As an example, the core SPARCCC team identified that siblings of youth with cancer have unmet psychosocial needs and that there are barriers to adequately address these needs through research and clinical care (defining problem of interest). To begin to develop innovative solutions for overcoming these barriers, SPARCCC decided to assemble a transdisciplinary research team to create a shared vision and develop a plan for collaborative sibling research. To accomplish this goal, SPARCCC hosted an inaugural international summit in 2016 with financial support from Alex’s Lemonade Stand Foundation (ALSF), which is a community organization that supports youth with cancer and their families through direct contact and grant funding for pediatric cancer research. When planning for the inaugural summit, the core team discussed relevant disciplines to include—such as nursing, psychology, social work, public health, and medicine—and potential international experts in sibling or family research and/or pediatric oncology were identified from past collaborations with SPARCCC members and through relevant literature and web-based searches. In addition to the seven SPARCCC members, 13 internationally recognized experts were invited and agreed to attend the inaugural summit, and attendees consisted of researchers, clinicians, trainees, and policymakers. To ensure that the sibling’s voice was also present, six adolescent and young adult siblings also participated in the inaugural summit.

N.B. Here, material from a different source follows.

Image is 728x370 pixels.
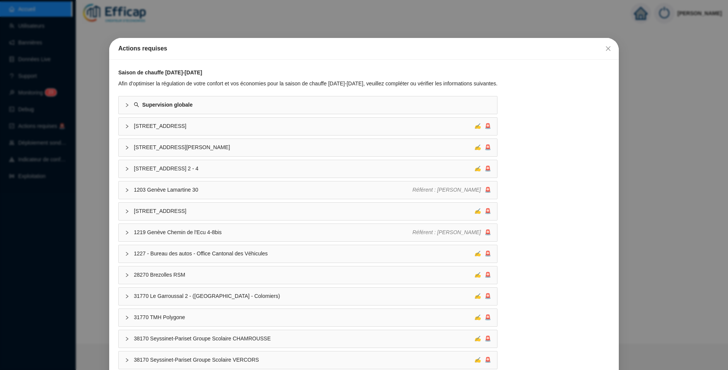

The purpose of the inaugural summit was to foster new collaborations and partnerships, increase awareness of siblings’ needs, and encourage research focusing on evidence-based strategies that could ultimately be disseminated to families and meet the needs of siblings (shared mission). With this mission in mind, SPARCCC members developed specific objectives for the inaugural summit (shared goals), including identifying gaps in the current sibling research; identifying barriers to effective sibling research and opportunities to overcome these challenges; introducing the voice of siblings in the research conversation; and creating a collaborative community of committed sibling researchers. Attendees were provided with the shared mission and summit goals before their meeting together and reminded of these objectives throughout the summit.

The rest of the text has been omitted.